Simon Cooper
π€ SpeakerAppearances Over Time
Podcast Appearances
But you also have dissent in a stadium.
You have opposition in a stadium.
So Trump goes to an NFL game a year ago, is booed by the crowd in Washington.
And that is exactly what would happen if he goes to a World Cup stadium now.
All the stadiums are currently in blue America.
And his popularity is a record low.
So a stadium is also a place of anonymity, even in a dictatorship like Iran, where people have some opportunity to express opposition to the leader.
And then in a country like the US, you have politicians like Zohra Mamdani, big football fan, totally fluent in the language of football.
And in the kind of fans view of football, he's using the affordability story of the World Cup against Trump.
So those are two key themes, dictatorships, but also the stadium as a place of opposition.

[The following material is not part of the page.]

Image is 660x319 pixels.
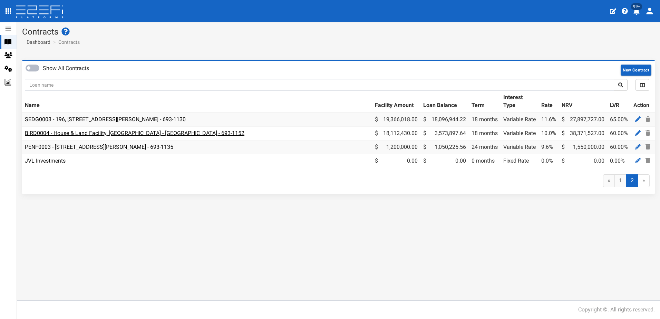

And then the third thing I say is football provides this alternative global hierarchy.
It's a hierarchy where China doesn't exist, where the U.S.
is also ran, and where Argentina is currently number one in the world.
You know, where else do you get that?
What other global hierarchy could give you that outcome?
Yeah, I mean, the US has three quarters of the games.
It has all the good games.
I would say this is a US World Cup with kind of small franchises in Canada and Mexico, which the Canadians and Mexicans are understandably very excited about because they're never in the spotlights of the world, and now they briefly will be.
The US doesn't really care because it's always in the spotlights of the world, but because it's such an isolated country geographically, emotionally,
It doesn't really care about being in the spotlights of the world.